ITER will require about 200 MW of energy input in total running as it creates 500 MW of heat. But the exergy of heat means that if it were tapped, it would only return about 200 MW of electricity. So it might be a perpetual motion machine, but one that wouldn’t do anything more than keep its lights running as long as you fed it tritium, about $140 million worth of the stuff a year.
And it gets worse. ITER is planning at the end of this process to maintain this for less than 3000 seconds at a time. That’s 50 minutes. This is at the end of the process. As they build up to less than an hour, mostly they’ll be working on fusion that lasts five minutes, several times a day. It’s a very expensive physics experiment that will not produce climate-friendly energy. It’s going to teach us a bunch, which I completely respect, but it’s not going to help us deal with climate change.
I expected more from ITER. Not much more. I mean, it is a million-component fission reactor expected to light up in 2040 and not generate any electricity at that point. But I had assumed based on all the press that it would generate more electricity than it used to operate if you bolted a boiler and some turbines to it, even if it were grossly expensive. Apparently not. Just grossly expensive, no net new electricity………..

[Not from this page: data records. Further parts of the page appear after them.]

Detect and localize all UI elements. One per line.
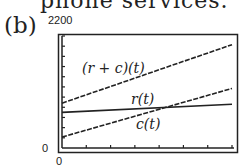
label-r: r(t) bbox=[131, 91, 154, 107]
label-c: c(t) bbox=[136, 116, 160, 132]
chart-plot: (r + c)(t) r(t) c(t) bbox=[0, 0, 242, 167]
label-sum: (r + c)(t) bbox=[82, 60, 145, 76]
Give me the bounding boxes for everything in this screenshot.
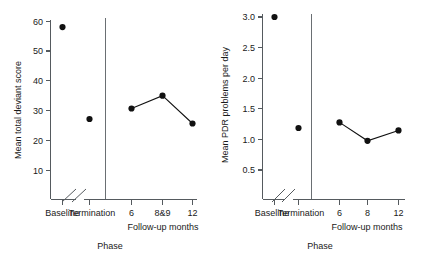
- x-tick-label-left-12: 12: [187, 208, 197, 218]
- x-tick-label-left-6: 6: [129, 208, 134, 218]
- y-tick-label-right-3-0: 3.0: [242, 12, 255, 22]
- y-tick-label-left-10: 10: [33, 166, 43, 176]
- y-axis-title-right: Mean PDR problems per day: [220, 46, 230, 163]
- x-tick-label-right-8: 8: [365, 208, 370, 218]
- data-point-left-12: [189, 120, 195, 126]
- y-tick-label-left-60: 60: [33, 17, 43, 27]
- y-tick-label-left-20: 20: [33, 136, 43, 146]
- chart-panel-right: 0.5 1.0 1.5 2.0 2.5 3.0 Mean PDR problem…: [215, 0, 430, 273]
- series-line-right-followup: [340, 122, 399, 140]
- x-tick-label-right-6: 6: [337, 208, 342, 218]
- x-axis-title-left: Phase: [97, 241, 123, 251]
- x-axis-title-right: Phase: [307, 241, 333, 251]
- data-point-left-8and9: [159, 93, 165, 99]
- figure-two-panel-chart: 10 20 30 40 50 60 Mean total deviant sco…: [0, 0, 430, 273]
- x-tick-label-left-termination: Termination: [69, 208, 116, 218]
- data-point-left-termination: [86, 116, 92, 122]
- x-tick-label-right-12: 12: [393, 208, 403, 218]
- x-axis-secondary-label-right: Follow-up months: [331, 222, 403, 232]
- y-axis-title-left: Mean total deviant score: [13, 61, 23, 159]
- data-point-right-12: [395, 127, 401, 133]
- data-point-right-termination: [295, 125, 301, 131]
- x-axis-secondary-label-left: Follow-up months: [127, 222, 199, 232]
- y-tick-label-right-2-0: 2.0: [242, 74, 255, 84]
- y-tick-label-left-40: 40: [33, 76, 43, 86]
- y-tick-label-right-2-5: 2.5: [242, 43, 255, 53]
- x-tick-label-right-termination: Termination: [278, 208, 325, 218]
- x-tick-label-left-8and9: 8&9: [154, 208, 170, 218]
- data-point-right-baseline: [271, 14, 277, 20]
- y-tick-label-right-0-5: 0.5: [242, 165, 255, 175]
- data-point-right-8: [364, 138, 370, 144]
- series-line-left-followup: [132, 96, 193, 124]
- data-point-right-6: [336, 119, 342, 125]
- y-tick-label-right-1-5: 1.5: [242, 104, 255, 114]
- y-tick-label-left-50: 50: [33, 46, 43, 56]
- y-tick-label-left-30: 30: [33, 106, 43, 116]
- data-point-left-6: [128, 105, 134, 111]
- y-tick-label-right-1-0: 1.0: [242, 135, 255, 145]
- chart-panel-left: 10 20 30 40 50 60 Mean total deviant sco…: [0, 0, 215, 273]
- data-point-left-baseline: [59, 24, 65, 30]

However, ITER is not the only fusion reactor in the game. There are startups! And we all know startups make no promises that they can’t keep and are excellent at disclosure.
Like Helion. They have a photo-shopped peanut asserting it’s a 6th prototype with regenerative power creation that’s never achieved fusion that is backed by Peter Thiel! It just received $500 million more of VC funding, with an option to get up to $2.2 billion if they hit their targets!
I’m not sure if I could have made up a paragraph less likely to make me think that there was some there there.
The website is likely intentionally lacking in anything approaching detail. It’s low-information and VC friendly, which in the energy space is Thiel’s jam. He’s the guy who, despite being partnered with Elon Musk, has never realized that electrical generation was already being disrupted by wind and solar. His acolytes in startups disrupting energy crashed and burned, because he and they never bothered to do the hard work of understanding how electricity actually works at grid scale. At least Musk was solid on solar, although he got the wrong end of it and hasn’t quite figured that out yet.
While Helion has achieved 100 million degrees Celsius, it’s with a high-energy laser pulse — not new ideas, in fact 1950s ideas, just easier now — and they are incredibly coy about duration. The assumption to be taken is that it lasts for a picosecond at a time. They talk about their prototype having worked for months, but that means it’s maintaining a vacuum and occasionally creating plasma, a precursor to fueled fusion. Many years and tens of millions of dollars in, they are promising the moon, and soon. And to be clear, they are well behind on their initial schedule…………..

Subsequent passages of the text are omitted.